A new timing-based method reveals that some hot Jupiters followed a calm, disk-driven path toward their stars rather than a chaotic one. Their orderly orbits and stable planetary neighborhoods preserve clues to their origins. Credit: SciTechaily.com
The first planet ever found orbiting another star was detected in 1995, and it belonged to a class now known as a “hot Jupiter.” These exoplanets are comparable in mass to Jupiter but circle their stars in just a few days. Scientists now believe that hot Jupiters originally formed far from their stars, similar to Jupiter in our Solar System, and later moved inward.
Two main processes have been proposed to explain this journey: (1) high-eccentricity migration, where gravitational interactions with other objects distort a planet’s orbit before tidal forces near the star gradually make it circular; and (2) disk migration, in which a planet slowly spirals inward while embedded in the protoplanetary disk of gas and dust.
Why Migration Paths Are Hard to Identify
Figuring out which migration route a specific hot Jupiter followed has proven difficult. During high-eccentricity migration, gravitational disturbances can tilt a planet’s orbit relative to the rotation of its star, creating a measurable misalignment.
Over time, however, tidal forces can reduce or erase this tilt. Because of this effect, even a well-aligned orbit does not guarantee that a planet formed through disk migration. For years, astronomers lacked a dependable observational way to distinguish between these two scenarios.
A New Way to Test Planetary Migration
To overcome this limitation, a research team led by PhD student Yugo Kawai and Assistant Professor Akihiko Fukui at the Graduate School of Arts and Sciences, the University of Tokyo, introduced a new observational approach that focuses on the timing of high-eccentricity migration itself.
In this process, a planet initially follows a highly stretched orbit before repeated close passes to its star allow tidal forces to round it out. How long this circularization takes depends on factors including the planet’s mass, its orbital period, and the strength of tidal interactions. If a hot Jupiter formed through high-eccentricity migration, this process must have finished within the lifetime of the planetary system. When the researchers calculated circularization times for more than 500 known hot Jupiters, they found about 30 planets that do not meet this requirement—they have circular orbits despite circularization times longer than their system ages.
Signs of Smooth Disk Migration
These planets also show other traits expected from disk migration. Their orbits are aligned with their host stars, suggesting a smooth inward journey rather than a violent gravitational reshuffling. Several of these hot Jupiters are also part of multi-planet systems. Such systems are unlikely to survive high-eccentricity migration, which often destabilizes or ejects neighboring planets.
What These Planets Can Tell Us Next
Finding planets that still retain evidence of how they moved through their systems is essential for understanding how planetary systems develop. Future studies of their atmospheres and chemical compositions may reveal where in the disk they originally formed, offering new insight into the origins and evolution of hot Jupiters.
Reference: “Identifying Close-in Jupiters that Arrived via Disk Migration: Evidence of Primordial Alignment, Preference of Nearby Companions and Hint of Runaway Migration” by Yugo Kawai, Akihiko Fukui, Noriharu Watanabe, Sho Fukazawa and Norio Narita, 7 November 2025, The Astronomical Journal.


* **EXERCISE AIM**
Every line of the listing must be repeated in the answer without alteration.

--

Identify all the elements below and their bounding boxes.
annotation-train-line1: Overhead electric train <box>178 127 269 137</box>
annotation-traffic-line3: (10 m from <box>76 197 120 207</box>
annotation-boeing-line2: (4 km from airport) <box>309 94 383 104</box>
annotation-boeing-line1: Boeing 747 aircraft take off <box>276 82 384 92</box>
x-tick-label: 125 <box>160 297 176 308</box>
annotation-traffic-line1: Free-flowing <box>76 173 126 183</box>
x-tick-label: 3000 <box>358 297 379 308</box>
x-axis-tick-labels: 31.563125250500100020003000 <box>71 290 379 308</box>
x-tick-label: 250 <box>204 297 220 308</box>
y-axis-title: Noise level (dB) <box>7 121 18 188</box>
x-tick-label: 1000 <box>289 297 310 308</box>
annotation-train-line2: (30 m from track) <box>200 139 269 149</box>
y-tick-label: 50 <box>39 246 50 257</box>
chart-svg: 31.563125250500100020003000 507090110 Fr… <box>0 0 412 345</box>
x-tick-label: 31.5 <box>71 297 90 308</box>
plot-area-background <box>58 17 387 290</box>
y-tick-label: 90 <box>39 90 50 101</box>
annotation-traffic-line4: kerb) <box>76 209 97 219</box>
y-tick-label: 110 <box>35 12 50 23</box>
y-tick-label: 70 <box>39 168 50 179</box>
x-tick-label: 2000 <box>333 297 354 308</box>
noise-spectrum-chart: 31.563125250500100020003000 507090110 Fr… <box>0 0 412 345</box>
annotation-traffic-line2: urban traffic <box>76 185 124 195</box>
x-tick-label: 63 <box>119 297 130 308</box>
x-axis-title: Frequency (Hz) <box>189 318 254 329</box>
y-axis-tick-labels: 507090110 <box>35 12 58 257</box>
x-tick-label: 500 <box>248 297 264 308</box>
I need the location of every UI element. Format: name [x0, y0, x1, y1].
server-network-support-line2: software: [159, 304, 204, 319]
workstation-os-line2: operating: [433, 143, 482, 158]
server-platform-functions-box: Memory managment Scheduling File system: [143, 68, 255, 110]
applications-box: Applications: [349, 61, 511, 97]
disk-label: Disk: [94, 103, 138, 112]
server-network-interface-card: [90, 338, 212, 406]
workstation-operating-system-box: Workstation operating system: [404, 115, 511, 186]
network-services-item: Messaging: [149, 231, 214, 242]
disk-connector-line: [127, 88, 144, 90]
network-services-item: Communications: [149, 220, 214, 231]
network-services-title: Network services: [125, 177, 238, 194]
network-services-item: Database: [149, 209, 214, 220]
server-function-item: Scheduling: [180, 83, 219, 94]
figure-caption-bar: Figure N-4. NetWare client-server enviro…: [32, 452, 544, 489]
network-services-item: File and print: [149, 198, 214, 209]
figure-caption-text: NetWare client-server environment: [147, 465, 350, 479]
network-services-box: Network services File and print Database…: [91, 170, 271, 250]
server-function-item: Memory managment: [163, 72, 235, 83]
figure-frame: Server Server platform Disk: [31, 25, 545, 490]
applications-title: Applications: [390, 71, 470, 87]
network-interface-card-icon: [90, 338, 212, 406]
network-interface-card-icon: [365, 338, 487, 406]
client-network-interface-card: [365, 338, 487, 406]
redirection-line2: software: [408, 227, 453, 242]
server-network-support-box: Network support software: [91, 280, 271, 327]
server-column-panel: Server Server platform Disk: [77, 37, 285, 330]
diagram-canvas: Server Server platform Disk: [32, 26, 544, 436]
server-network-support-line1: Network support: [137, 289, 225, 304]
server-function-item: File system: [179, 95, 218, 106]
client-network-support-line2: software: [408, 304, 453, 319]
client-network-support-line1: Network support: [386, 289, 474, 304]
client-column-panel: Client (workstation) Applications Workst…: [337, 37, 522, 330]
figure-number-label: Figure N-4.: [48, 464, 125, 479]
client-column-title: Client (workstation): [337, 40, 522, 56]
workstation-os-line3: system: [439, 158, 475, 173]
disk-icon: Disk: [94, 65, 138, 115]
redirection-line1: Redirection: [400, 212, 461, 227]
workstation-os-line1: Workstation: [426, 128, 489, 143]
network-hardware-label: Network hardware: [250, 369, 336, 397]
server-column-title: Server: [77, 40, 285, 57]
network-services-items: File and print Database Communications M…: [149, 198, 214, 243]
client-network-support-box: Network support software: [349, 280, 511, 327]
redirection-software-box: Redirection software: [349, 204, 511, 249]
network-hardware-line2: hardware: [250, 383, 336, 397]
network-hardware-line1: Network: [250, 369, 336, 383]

--

* **ANSWER BELOW**
Identify all the elements below and their bounding boxes.
annotation-train-line1: Overhead electric train <box>178 127 269 137</box>
annotation-traffic-line3: (10 m from <box>76 197 120 207</box>
annotation-boeing-line2: (4 km from airport) <box>309 94 383 104</box>
annotation-boeing-line1: Boeing 747 aircraft take off <box>276 82 384 92</box>
x-tick-label: 125 <box>160 297 176 308</box>
annotation-traffic-line1: Free-flowing <box>76 173 126 183</box>
x-tick-label: 3000 <box>358 297 379 308</box>
x-axis-tick-labels: 31.563125250500100020003000 <box>71 290 379 308</box>
x-tick-label: 250 <box>204 297 220 308</box>
y-axis-title: Noise level (dB) <box>7 121 18 188</box>
x-tick-label: 1000 <box>289 297 310 308</box>
annotation-train-line2: (30 m from track) <box>200 139 269 149</box>
y-tick-label: 50 <box>39 246 50 257</box>
chart-svg: 31.563125250500100020003000 507090110 Fr… <box>0 0 412 345</box>
x-tick-label: 31.5 <box>71 297 90 308</box>
plot-area-background <box>58 17 387 290</box>
y-tick-label: 90 <box>39 90 50 101</box>
annotation-traffic-line4: kerb) <box>76 209 97 219</box>
y-tick-label: 110 <box>35 12 50 23</box>
y-tick-label: 70 <box>39 168 50 179</box>
x-tick-label: 2000 <box>333 297 354 308</box>
noise-spectrum-chart: 31.563125250500100020003000 507090110 Fr… <box>0 0 412 345</box>
annotation-traffic-line2: urban traffic <box>76 185 124 195</box>
x-tick-label: 63 <box>119 297 130 308</box>
x-axis-title: Frequency (Hz) <box>189 318 254 329</box>
y-axis-tick-labels: 507090110 <box>35 12 58 257</box>
x-tick-label: 500 <box>248 297 264 308</box>
I need the location of every UI element. Format: name [x0, y0, x1, y1].
server-network-support-line2: software: [159, 304, 204, 319]
workstation-os-line2: operating: [433, 143, 482, 158]
server-platform-functions-box: Memory managment Scheduling File system: [143, 68, 255, 110]
applications-box: Applications: [349, 61, 511, 97]
disk-label: Disk: [94, 103, 138, 112]
server-network-interface-card: [90, 338, 212, 406]
workstation-operating-system-box: Workstation operating system: [404, 115, 511, 186]
network-services-item: Messaging: [149, 231, 214, 242]
disk-connector-line: [127, 88, 144, 90]
network-services-item: Communications: [149, 220, 214, 231]
network-services-title: Network services: [125, 177, 238, 194]
network-services-item: Database: [149, 209, 214, 220]
server-function-item: Scheduling: [180, 83, 219, 94]
figure-caption-bar: Figure N-4. NetWare client-server enviro…: [32, 452, 544, 489]
network-services-item: File and print: [149, 198, 214, 209]
figure-caption-text: NetWare client-server environment: [147, 465, 350, 479]
network-services-box: Network services File and print Database…: [91, 170, 271, 250]
server-function-item: Memory managment: [163, 72, 235, 83]
figure-frame: Server Server platform Disk: [31, 25, 545, 490]
applications-title: Applications: [390, 71, 470, 87]
network-interface-card-icon: [90, 338, 212, 406]
network-interface-card-icon: [365, 338, 487, 406]
client-network-interface-card: [365, 338, 487, 406]
redirection-line2: software: [408, 227, 453, 242]
server-network-support-box: Network support software: [91, 280, 271, 327]
server-column-panel: Server Server platform Disk: [77, 37, 285, 330]
diagram-canvas: Server Server platform Disk: [32, 26, 544, 436]
server-network-support-line1: Network support: [137, 289, 225, 304]
server-function-item: File system: [179, 95, 218, 106]
client-network-support-line2: software: [408, 304, 453, 319]
client-network-support-line1: Network support: [386, 289, 474, 304]
client-column-panel: Client (workstation) Applications Workst…: [337, 37, 522, 330]
figure-number-label: Figure N-4.: [48, 464, 125, 479]
client-column-title: Client (workstation): [337, 40, 522, 56]
workstation-os-line3: system: [439, 158, 475, 173]
disk-icon: Disk: [94, 65, 138, 115]
redirection-line1: Redirection: [400, 212, 461, 227]
workstation-os-line1: Workstation: [426, 128, 489, 143]
network-hardware-label: Network hardware: [250, 369, 336, 397]
server-column-title: Server: [77, 40, 285, 57]
network-services-items: File and print Database Communications M…: [149, 198, 214, 243]
client-network-support-box: Network support software: [349, 280, 511, 327]
redirection-software-box: Redirection software: [349, 204, 511, 249]
network-hardware-line2: hardware: [250, 383, 336, 397]
network-hardware-line1: Network: [250, 369, 336, 383]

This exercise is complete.